By Stephen Barrett
After listening to San Geronimo Valley residents testify for and against the proposed French Ranch subdivision for more than three hours Monday night, an exhausted Planning Commission decided against rushing to judgment.
The commission will reconvene Friday, July 11, at 1 p.m. to determine whether the project can proceed as designed or whether changes are needed to insure that a horse ranch will continue to exist on the site.
The property has historically been used to breed horses, and county supervisors required the project to include an equestrian center when they approved its Master Plan in 1995.
Since then, the equestrian facility has been relocated twice to avoid wetlands. Now designed to go in its original location, the facility's size has been reduced to avoid building on a serpentine rock formation or adjacent to a nearby seep.
Other changes to the Master Plan include the addition of seven houses for very-low-income families and a pond-based wastewater system to be shared with the neighboring Lagunitas School District, both added at the community's request.
The commission met this week to consider whether these changes were consistent with the supervisors' approval. Though they heard passionate testimony on both sides, it was the redesigned horse ranch that concerned them most.
"I really feel if you're changing the Master Plan, and the horse ranch gets short-changed, you're not doing it fairly," Commissioner Arlene Evans told developers at the end of the evening.
Evans, who chaired the session, was responding in part to testimony from equestrians, who insisted the proposed facility was in jeopardy of being shrunk out of existence.
Planning staff recommended no construction within 50 feet of the seep, a requirement that would further reduce the size of the riding ring, which equestrians say would make the facility impractical.
However, planners also required a deed restriction to keep the 12-acre parcel available only as an equestrian site.
"What I'm worried about is this is going to be a postage stamp-sized facility surrounded by houses," said Cathy DeVito, president of the San Geronimo Horseman's Association.
"Is this going to be built?" she asked. "How long could it sit there with a deed restriction before the county decides to do something else with the property?"
The commission asked planning staff and the developers to propose ways to reconfigure the horse center or relocate it to a less sensitive part of the property before commissioners reconvene Friday.
Also disputed was the addition of very-low-income housing.
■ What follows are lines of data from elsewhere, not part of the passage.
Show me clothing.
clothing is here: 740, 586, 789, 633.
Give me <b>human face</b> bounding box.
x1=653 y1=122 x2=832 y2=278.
The houses' size would range from 1,300 to 2,000 square feet, and they would be reserved for either senior citizens or families.
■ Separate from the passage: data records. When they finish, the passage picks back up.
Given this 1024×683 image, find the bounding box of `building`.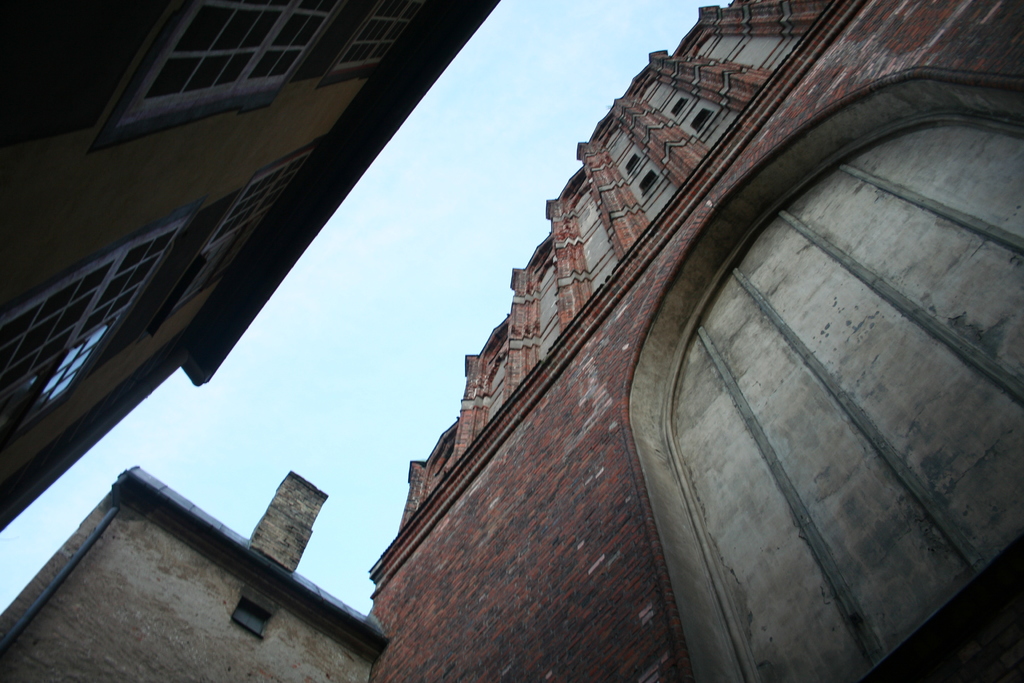
crop(0, 0, 1023, 682).
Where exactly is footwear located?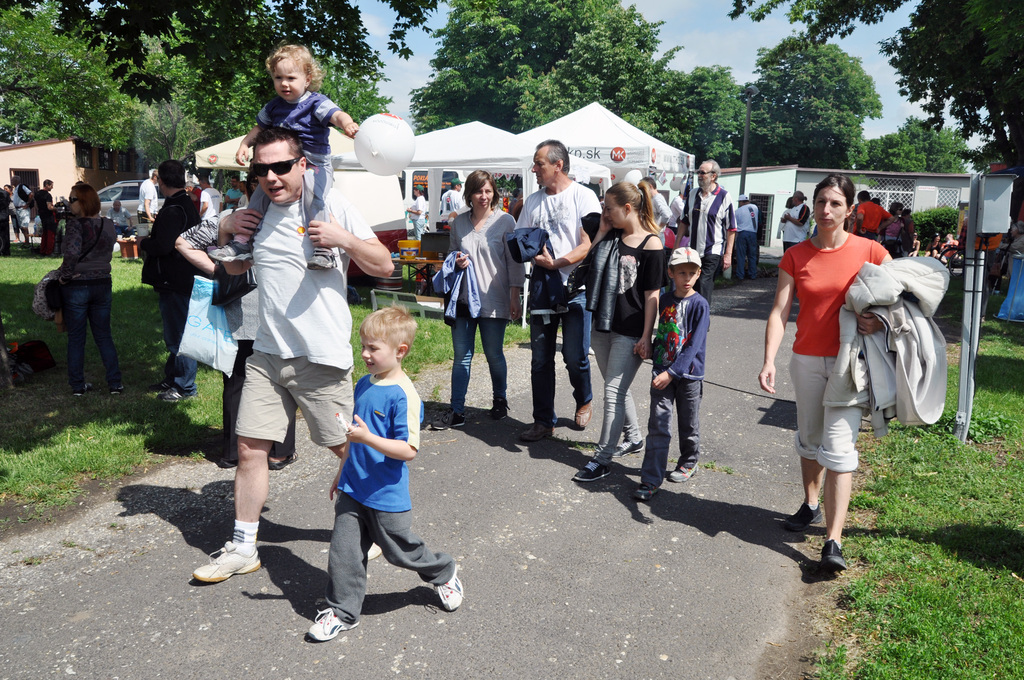
Its bounding box is {"x1": 49, "y1": 253, "x2": 56, "y2": 259}.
However, six of the additional homes have been tightly clustered in an area just east of Forest Knolls on the north side of Sir Francis Drake Boulevard. A small orchard has been designed to screen them from the road.
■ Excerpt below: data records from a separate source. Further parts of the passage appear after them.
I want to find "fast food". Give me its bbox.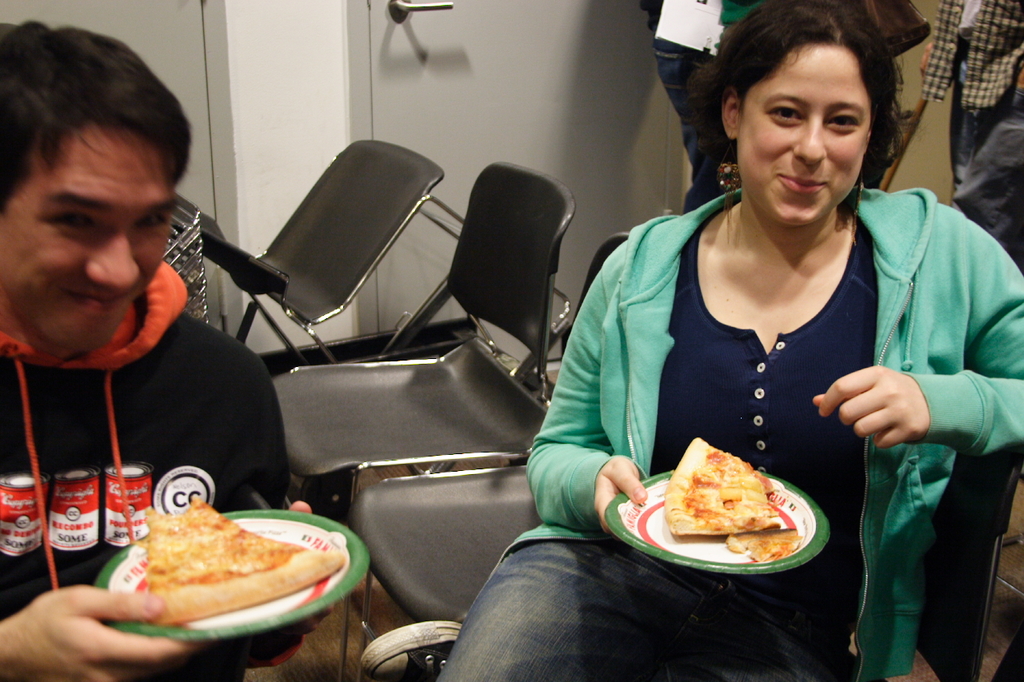
142,495,330,618.
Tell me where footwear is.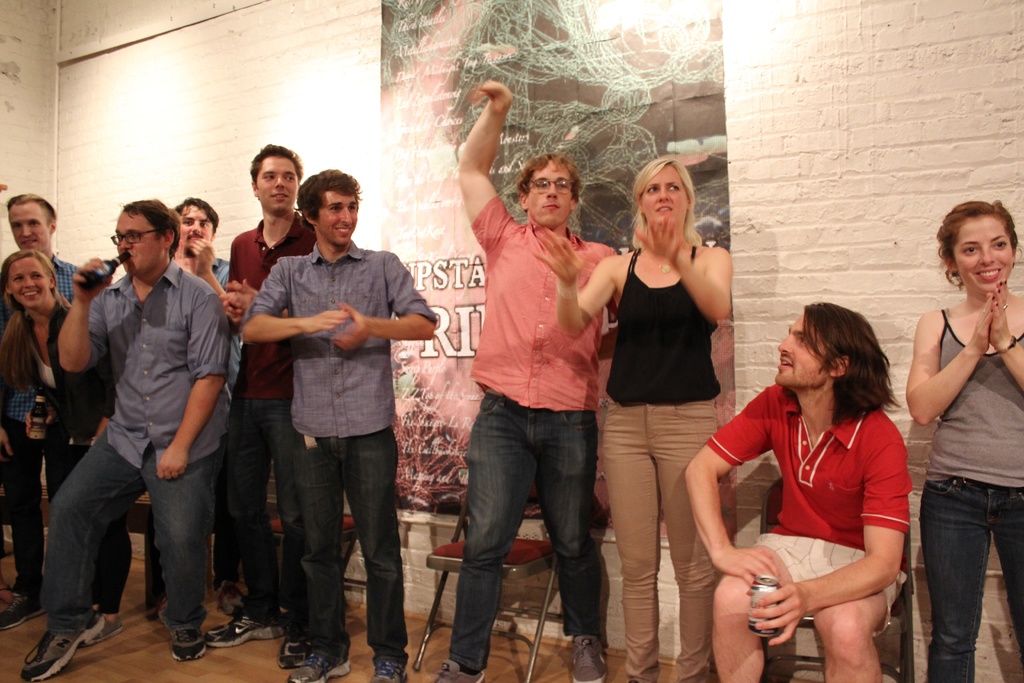
footwear is at [x1=572, y1=633, x2=609, y2=682].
Several Valley residents told commissioners they were dismayed to learn that nine houses were now planned for an area where they expected only three.
"This is our quality of life we're talking about," said Laura Marks, who lives across the street from the proposed building site. "This is what we'll see when we step outside."
Speaking on behalf of Valley seniors, however, John Donley endorsed the design. "This project is needed and desired by our senior community," he said. "This is specifically appropriate for seniors in the Valley - small buildings at very low costs."
Others, like David Reich of Woodacre, argued that low-income houses, as planned, would segregate the community. "The clustered housing creates a lower-income ghetto and a higher-income-estate section," he said. "This is totally inconsistent with the Valley."
Commissioners said they would like to see how the building site would appear with nine houses close together, but added they were inclined to approve the design, as it fulfills a stated community need.
"I am somewhat surprised at the level of unhappiness at that part of the proposal," said Commissioner Jan Alff Weigel. "We're losing sight of why it's there in the first place. We have to balance aesthetics with what it does for the county."
By clustering the small houses together, the construction would avoid excessive sprawl by keeping it close to the developed area of Forest Knolls, noted Commissioner Ross Herbertson.
"There are good reasons for putting them there," he said. "It's probably the best place to put them."
Commissioners also said they were inclined to approve the proposed wastewater system, which was endorsed at the meeting by Brian Dodd, a Lagunitas School District trustee, and Jim Walton, a district consultant for campus renovation.
Walton noted the pond-based system would allow the school to use district property for school buildings or playing fields instead of a septic leachfield, and Dodd told commissioners the pond-based system would save the district money in construction and maintenance costs.
However, a lawyer representing Mark Warner of Forest Knolls told commissioners the agreement between the district and the developer didn't specify how the operational costs would be divided, or exactly how the system would be designed.